Congratulations to Our New Scholars

Vista Hermosa Foundation is pleased to announce the addition of 27 new students to our scholars program this Fall! Sixteen are being awarded through FirstFruits Farms in Prescott, WA. The other eleven come from the Tierra Vida community in East Pasco, and are the inaugural group for our new RISE program at VHF. We are very proud of each of these students and the personal commitments they have made to challenge barriers, build resilience, and be a positive impact in their communities. In such a time as this, when the injustices of systemic racism are being laid bare, we stand beside these students and commit our resources to mentor and support them, and invest in their dreams for the future.      

The students enrolled in each of these programs are eligible to receive up to 5 years of support as they pursue their degrees and community service commitments. They join a dynamic cohort of about 50 students already enrolled with us.

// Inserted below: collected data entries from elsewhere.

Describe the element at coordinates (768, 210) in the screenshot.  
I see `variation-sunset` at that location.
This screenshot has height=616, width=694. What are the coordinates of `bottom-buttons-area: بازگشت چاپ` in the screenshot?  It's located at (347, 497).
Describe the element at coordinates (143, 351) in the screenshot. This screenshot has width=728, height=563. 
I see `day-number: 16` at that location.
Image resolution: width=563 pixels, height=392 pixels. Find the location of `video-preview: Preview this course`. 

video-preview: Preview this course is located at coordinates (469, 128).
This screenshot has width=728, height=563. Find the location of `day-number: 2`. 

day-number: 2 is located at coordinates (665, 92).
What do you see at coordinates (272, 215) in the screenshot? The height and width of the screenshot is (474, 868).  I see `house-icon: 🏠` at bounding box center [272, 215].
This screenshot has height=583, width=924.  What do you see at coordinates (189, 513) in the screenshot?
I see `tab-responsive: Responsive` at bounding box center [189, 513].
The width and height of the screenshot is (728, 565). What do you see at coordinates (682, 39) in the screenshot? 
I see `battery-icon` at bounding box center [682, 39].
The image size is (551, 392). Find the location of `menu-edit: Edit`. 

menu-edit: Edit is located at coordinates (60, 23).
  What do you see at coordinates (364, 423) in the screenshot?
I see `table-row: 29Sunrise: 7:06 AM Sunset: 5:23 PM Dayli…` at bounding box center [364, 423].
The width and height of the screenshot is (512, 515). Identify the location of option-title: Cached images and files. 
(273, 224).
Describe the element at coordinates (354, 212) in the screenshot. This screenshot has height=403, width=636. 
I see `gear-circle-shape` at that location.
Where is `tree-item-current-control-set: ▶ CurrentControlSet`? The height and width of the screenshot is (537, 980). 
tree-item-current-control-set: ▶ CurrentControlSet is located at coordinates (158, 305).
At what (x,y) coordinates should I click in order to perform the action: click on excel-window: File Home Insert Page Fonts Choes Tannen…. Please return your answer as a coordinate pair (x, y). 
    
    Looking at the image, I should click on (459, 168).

Gisselle Salazar is one of those students. She is a FirstFruits Scholar and freshman at WSU Pullman. This past year, she was selected to be a part of CAMP (College Assistance Migrant Program), a federally funded program designed to meet the needs of students with migrant or seasonal farm-working backgrounds. Throughout this past semester, Gisselle’s class explored different ways people tell their stories and each student chose how to tell their own. Gisselle worked an entire month to tell her story on canvas and created a painting with many cultural images to symbolize her life. Her painting gives a nod to her indigenous roots and the coastal town in Mexico where she lived until age 5. She tells the story of her parents’ immigration and eventual vocation in the US, waking up each morning to dark landscapes and slivers of light illuminating the horizons, all while dreaming of her future. Their hard work of harvested fruits is next to them. Gisselle envisions her journey to become an Immigration Lawyer in her painting; the bare feet represent the barriers to resources that are more readily available to different ethnic and socio-economic groups. The cacti, though beautiful, are prickly and rough just like the world of achieving a higher education degree as a minority in the US. Overall, her story is one of the power of family, positivity and hope, even while acknowledging that her journey is still difficult and will require much resiliency.